Turkey on Thursday condemned a police raid on a mosque in Berlin, Germany.
“I strongly condemn the immoderate police raid on the Berlin Mevlana Mosque during the fajr prayer time,” Turkish Vice President Fuat Oktay said on Twitter. The Berlin prosecutor’s office and the police should apologize to the Muslim community for this attitude, he added.
“THIS RAID WAS AN ACT AGAINST ALL THE MUSLIM COMMUNITY”
Criticizing the “ugly act”, Turkey’s Foreign Ministry said in a statement that the raid was not against a particular group, it was against the whole Muslim community. “Such an ugly act in the capital of a country that tries to lecture others on freedom of expression and belief is also thought-provoking,” read the Foreign Ministry statement.
Police raid on Berlin Mosque WATCH
“This raid was not only against the community in the Mevlana mosque; it was also an act against all the Muslim community, and it is inexplicable,” it added. It urged the German authorities to acknowledge that the Muslim community, whose population in Germany is almost five million, is an integral part of Germany and stop “excluding and marginalizing them.”
Ali Erbaş, the head of Turkey’s Religious Affairs Directorate, also condemned the police raid, saying it was an act based on hatred and that Islamophobia was growing. in Europe. “No excuse could justify this disrespectful and discriminatory attitude towards Muslims,” he said in a Twitter post.
The police raided Mevlana Mosque on Wednesday over a financial investigation, when the community gathered for morning prayers. Some 150 police walked inside the mosque in their boots, which the ministry called “inexcusable”.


In the material below, the lines containing the word "view" are required; copy each of them.

──────── Extracted entries

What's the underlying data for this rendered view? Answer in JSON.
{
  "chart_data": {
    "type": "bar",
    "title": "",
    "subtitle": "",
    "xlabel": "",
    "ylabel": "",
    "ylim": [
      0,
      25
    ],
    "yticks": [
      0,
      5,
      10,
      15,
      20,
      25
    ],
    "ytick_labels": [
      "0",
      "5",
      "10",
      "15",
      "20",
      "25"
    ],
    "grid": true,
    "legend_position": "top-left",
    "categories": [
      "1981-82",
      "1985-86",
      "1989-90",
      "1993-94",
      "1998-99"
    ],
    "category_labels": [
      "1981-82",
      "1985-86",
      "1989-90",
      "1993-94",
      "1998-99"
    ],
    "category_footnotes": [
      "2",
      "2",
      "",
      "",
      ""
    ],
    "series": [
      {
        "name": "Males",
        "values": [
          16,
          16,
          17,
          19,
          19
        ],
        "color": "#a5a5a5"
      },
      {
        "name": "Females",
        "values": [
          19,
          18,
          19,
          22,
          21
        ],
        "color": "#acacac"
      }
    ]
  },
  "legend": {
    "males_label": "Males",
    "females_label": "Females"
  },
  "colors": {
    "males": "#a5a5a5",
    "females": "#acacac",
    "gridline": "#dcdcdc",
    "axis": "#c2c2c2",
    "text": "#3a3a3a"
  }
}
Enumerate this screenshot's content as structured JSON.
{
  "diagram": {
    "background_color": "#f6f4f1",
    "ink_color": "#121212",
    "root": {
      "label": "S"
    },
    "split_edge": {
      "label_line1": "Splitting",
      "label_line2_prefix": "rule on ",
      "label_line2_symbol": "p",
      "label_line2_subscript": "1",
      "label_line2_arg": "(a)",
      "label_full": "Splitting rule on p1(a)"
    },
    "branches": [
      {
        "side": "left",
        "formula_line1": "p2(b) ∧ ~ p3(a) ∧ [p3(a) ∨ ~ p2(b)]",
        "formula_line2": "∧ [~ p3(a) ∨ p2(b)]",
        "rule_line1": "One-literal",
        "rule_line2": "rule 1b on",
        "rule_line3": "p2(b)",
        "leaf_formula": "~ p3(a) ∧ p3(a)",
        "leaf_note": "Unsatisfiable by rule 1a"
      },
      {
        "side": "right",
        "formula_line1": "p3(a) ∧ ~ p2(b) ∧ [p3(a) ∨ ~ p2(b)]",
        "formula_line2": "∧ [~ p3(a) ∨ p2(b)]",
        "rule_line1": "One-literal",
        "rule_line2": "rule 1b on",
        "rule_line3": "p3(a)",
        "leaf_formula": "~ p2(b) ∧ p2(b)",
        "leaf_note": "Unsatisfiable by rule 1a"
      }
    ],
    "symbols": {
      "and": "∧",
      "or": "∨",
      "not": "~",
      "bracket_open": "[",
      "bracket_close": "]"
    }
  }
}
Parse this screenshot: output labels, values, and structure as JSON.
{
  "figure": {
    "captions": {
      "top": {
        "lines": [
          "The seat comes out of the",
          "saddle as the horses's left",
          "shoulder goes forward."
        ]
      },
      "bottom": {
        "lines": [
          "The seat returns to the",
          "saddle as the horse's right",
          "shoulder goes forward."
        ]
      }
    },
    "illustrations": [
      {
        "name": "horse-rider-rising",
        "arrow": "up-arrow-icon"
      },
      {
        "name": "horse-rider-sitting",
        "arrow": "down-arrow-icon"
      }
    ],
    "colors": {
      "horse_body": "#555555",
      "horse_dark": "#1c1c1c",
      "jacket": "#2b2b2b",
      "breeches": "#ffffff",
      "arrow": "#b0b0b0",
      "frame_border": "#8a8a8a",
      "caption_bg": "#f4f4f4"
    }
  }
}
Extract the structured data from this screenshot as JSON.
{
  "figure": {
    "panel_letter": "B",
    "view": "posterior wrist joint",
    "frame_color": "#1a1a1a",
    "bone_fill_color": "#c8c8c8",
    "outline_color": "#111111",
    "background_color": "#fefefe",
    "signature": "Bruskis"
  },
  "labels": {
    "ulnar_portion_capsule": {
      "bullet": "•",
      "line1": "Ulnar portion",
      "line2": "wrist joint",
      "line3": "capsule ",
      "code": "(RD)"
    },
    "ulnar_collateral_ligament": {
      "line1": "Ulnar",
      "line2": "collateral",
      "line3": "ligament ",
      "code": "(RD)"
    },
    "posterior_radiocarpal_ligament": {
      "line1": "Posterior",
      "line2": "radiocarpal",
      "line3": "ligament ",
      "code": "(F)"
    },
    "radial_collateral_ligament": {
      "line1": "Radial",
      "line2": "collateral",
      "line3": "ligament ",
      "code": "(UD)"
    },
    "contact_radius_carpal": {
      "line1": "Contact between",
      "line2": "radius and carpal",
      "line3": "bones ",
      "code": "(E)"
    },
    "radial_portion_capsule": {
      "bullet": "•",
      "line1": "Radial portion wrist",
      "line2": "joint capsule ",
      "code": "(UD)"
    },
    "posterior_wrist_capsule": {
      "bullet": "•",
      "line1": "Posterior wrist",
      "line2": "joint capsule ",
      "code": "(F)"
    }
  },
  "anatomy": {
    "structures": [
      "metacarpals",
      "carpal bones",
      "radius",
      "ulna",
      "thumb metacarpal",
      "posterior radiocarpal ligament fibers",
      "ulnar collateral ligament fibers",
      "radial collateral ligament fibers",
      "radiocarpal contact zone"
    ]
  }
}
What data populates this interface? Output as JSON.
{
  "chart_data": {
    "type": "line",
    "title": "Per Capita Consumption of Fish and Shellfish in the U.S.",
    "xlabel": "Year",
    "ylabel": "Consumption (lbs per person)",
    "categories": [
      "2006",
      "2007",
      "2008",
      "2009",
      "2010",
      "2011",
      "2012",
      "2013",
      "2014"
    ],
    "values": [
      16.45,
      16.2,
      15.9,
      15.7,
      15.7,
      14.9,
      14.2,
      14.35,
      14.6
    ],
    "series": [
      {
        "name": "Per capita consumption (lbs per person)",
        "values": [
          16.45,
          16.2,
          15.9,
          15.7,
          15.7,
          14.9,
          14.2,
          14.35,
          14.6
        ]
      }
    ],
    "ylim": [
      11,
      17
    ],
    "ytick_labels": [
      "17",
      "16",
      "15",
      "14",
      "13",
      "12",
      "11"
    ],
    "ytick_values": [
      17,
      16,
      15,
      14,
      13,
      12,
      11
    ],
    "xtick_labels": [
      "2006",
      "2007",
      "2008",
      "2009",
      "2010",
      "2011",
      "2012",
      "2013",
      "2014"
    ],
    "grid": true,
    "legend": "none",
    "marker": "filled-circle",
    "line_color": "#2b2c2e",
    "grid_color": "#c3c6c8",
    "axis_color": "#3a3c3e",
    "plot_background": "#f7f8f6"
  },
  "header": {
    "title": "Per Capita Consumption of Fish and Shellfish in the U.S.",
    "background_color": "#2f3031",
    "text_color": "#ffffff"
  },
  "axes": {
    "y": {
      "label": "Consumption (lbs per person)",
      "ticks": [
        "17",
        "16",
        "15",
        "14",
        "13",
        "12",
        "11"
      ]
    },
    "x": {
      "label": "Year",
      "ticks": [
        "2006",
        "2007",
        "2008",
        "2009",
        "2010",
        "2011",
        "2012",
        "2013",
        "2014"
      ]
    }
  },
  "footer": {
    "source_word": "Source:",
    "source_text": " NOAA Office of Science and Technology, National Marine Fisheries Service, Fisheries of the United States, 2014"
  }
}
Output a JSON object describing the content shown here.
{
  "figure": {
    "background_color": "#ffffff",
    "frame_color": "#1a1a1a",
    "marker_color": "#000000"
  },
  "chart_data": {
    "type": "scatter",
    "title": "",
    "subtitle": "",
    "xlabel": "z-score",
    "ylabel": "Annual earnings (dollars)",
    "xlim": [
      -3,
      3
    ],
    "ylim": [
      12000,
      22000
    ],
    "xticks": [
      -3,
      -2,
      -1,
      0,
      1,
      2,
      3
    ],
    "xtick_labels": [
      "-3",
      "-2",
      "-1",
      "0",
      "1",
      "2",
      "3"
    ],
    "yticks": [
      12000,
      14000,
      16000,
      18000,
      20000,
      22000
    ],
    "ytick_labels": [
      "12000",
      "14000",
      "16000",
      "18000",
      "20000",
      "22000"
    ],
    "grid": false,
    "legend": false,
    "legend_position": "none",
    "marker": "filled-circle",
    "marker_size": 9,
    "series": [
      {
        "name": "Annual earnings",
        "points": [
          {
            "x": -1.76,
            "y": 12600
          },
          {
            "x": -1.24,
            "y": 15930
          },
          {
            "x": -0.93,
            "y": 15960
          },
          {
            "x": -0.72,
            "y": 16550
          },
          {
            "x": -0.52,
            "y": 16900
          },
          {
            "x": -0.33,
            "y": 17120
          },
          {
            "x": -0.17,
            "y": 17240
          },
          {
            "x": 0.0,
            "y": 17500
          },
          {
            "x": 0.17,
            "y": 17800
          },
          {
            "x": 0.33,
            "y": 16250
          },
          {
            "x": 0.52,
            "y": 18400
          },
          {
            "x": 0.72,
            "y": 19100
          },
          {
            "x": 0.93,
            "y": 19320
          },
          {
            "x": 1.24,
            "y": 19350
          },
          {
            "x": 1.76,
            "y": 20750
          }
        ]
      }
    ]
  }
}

────────────────

Result of this task ->
What's the underlying data for this rendered view? Answer in JSON.
    "view": "posterior wrist joint",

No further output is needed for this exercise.